Trump v. New York
The underlying policy would affect how a population category is counted, which bears indirectly on individual/group standing in the political community, but because the Court vacated on standing/ripeness grounds and expressly declined the merits, no liberty holding issued. The per curiam states it expresses 'no view on the merits of the constitutional and related statutory claims presented.'
“The establishment of the writ of habeas corpus, the prohibition of ex-post-facto laws, and of TITLES OF NOBILITY… are perhaps greater securities to liberty and republicanism than any it [the original constitution] contains.”
Equality concerns arise structurally from excluding a specific population subgroup from the enumeration base used for all other residents, but since the Court [context] dismissed for lack of jurisdiction without addressing whether such differential treatment violates the 'whole number of persons' standard, the equality question remains unresolved. The dissent argues the plain meaning bars such exclusion, but this is not the holding.
“No Bill of Attainder or ex post facto Law shall be passed.”
Apportionment of the House directly implements the consent-of-the-governed principle by tying representation to population counts, and the underlying policy dispute over who counts affects that link. However, this per curiam opinion addresses only standing and ripeness, not the consent-tracing mechanism itself, so no distinctive consent-mechanism holding was reached.
“The fabric of American empire ought to rest on the solid basis of THE CONSENT OF THE PEOPLE. The streams of national power ought to flow immediately from that pure, original fountain of all legitimate authority.”
The per curiam relies squarely on Article III standing and ripeness doctrines to avoid resolving a dispute over Executive Branch decisionmaking that has not yet concluded, explicitly noting the injunction 'implicat[es] the President's authority under the Opinions Clause' and that premature intervention would risk having courts 'engage in policymaking properly left to elected representatives.' This reflects careful judicial restraint respecting the constitutional separation between judicial review and executive/legislative processes.
“Ambition must be made to counteract ambition… the interior structure of the government… its several constituent parts may, by their mutual relations, be the means of keeping each other in their proper places.”
The opinion methodically applies Article III case-or-controversy requirements, citing precedent (Clapper, Susan B. Anthony List, Texas v. United States) to show the dispute rests on contingent future events rather than a concrete, reviewable injury. This is a textbook rule-of-law application of procedural doctrine to avoid advisory or premature rulings, preserving the proper sequence for future judicial review once the dispute concretizes.
“A government of laws, and not of men.”
The policy at issue threatens to exclude a specific, politically vulnerable minority population from the apportionment base that determines representation and resources — a core 6a concern about individual/group minority structural footing being constricted by executive action reflecting majoritarian political preference. However, because the Court [context] dismissed on standing/ripeness grounds and 'express[ed] no view on the merits,' the constitutional minority-protection question was left unresolved; the dissent (Breyer, joined by two Justices) would have reached the merits and found exclusion unlawful, but that is not the controlling opinion. Reversing the beneficiary class (e.g., a policy favoring rather than potentially excluding this population) would likely have altered the standing analysis, indicating the procedural disposition here is largely independent of the minority-protection substance.
“By a faction, I understand a number of citizens… united and actuated by some common impulse of passion, or of interest, adverse to… the permanent and aggregate interests of the community.”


WORK INSTRUCTION: Nothing in the records may be altered, so transcribe them exactly.

INPUT RECORDS:
——
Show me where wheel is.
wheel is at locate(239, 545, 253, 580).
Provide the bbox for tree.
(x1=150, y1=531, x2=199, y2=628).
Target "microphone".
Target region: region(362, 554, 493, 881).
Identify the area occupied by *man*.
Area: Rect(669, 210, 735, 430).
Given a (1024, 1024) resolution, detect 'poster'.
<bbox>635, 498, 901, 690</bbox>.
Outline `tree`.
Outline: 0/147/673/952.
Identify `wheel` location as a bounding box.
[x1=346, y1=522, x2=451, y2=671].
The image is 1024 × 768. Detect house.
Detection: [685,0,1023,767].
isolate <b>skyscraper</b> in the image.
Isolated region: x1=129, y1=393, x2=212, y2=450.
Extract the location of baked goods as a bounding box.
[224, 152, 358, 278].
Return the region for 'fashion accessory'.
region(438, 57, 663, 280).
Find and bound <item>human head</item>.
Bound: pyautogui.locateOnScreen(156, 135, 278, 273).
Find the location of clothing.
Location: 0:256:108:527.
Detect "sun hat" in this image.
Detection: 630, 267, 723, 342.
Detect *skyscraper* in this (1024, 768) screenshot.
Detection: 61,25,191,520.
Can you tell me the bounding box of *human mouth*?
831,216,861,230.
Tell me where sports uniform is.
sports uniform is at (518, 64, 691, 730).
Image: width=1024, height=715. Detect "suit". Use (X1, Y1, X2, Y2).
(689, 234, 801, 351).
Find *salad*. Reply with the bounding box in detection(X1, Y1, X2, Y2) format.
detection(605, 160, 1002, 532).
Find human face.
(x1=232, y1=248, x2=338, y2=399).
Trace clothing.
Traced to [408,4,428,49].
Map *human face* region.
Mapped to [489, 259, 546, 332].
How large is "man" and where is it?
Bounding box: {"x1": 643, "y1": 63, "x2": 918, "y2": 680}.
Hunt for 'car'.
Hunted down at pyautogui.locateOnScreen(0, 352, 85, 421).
——
OUTPUT FOR THIS EXERCISE:
Show me where wheel is.
wheel is at locate(239, 545, 253, 580).
Provide the bbox for tree.
(x1=150, y1=531, x2=199, y2=628).
Target "microphone".
Target region: region(362, 554, 493, 881).
Identify the area occupied by *man*.
Area: Rect(669, 210, 735, 430).
Given a (1024, 1024) resolution, detect 'poster'.
<bbox>635, 498, 901, 690</bbox>.
Outline `tree`.
Outline: 0/147/673/952.
Identify `wheel` location as a bounding box.
[x1=346, y1=522, x2=451, y2=671].
The image is 1024 × 768. Detect house.
Detection: [685,0,1023,767].
isolate <b>skyscraper</b> in the image.
Isolated region: x1=129, y1=393, x2=212, y2=450.
Extract the location of baked goods as a bounding box.
[224, 152, 358, 278].
Return the region for 'fashion accessory'.
region(438, 57, 663, 280).
Find and bound <item>human head</item>.
Bound: pyautogui.locateOnScreen(156, 135, 278, 273).
Find the location of clothing.
Location: 0:256:108:527.
Detect "sun hat" in this image.
Detection: 630, 267, 723, 342.
Detect *skyscraper* in this (1024, 768) screenshot.
Detection: 61,25,191,520.
Can you tell me the bounding box of *human mouth*?
831,216,861,230.
Tell me where sports uniform is.
sports uniform is at (518, 64, 691, 730).
Image: width=1024, height=715. Detect "suit". Use (X1, Y1, X2, Y2).
(689, 234, 801, 351).
Find *salad*. Reply with the bounding box in detection(X1, Y1, X2, Y2) format.
detection(605, 160, 1002, 532).
Find human face.
(x1=232, y1=248, x2=338, y2=399).
Trace clothing.
Traced to [408,4,428,49].
Map *human face* region.
Mapped to [489, 259, 546, 332].
How large is "man" and where is it?
Bounding box: {"x1": 643, "y1": 63, "x2": 918, "y2": 680}.
Hunt for 'car'.
Hunted down at pyautogui.locateOnScreen(0, 352, 85, 421).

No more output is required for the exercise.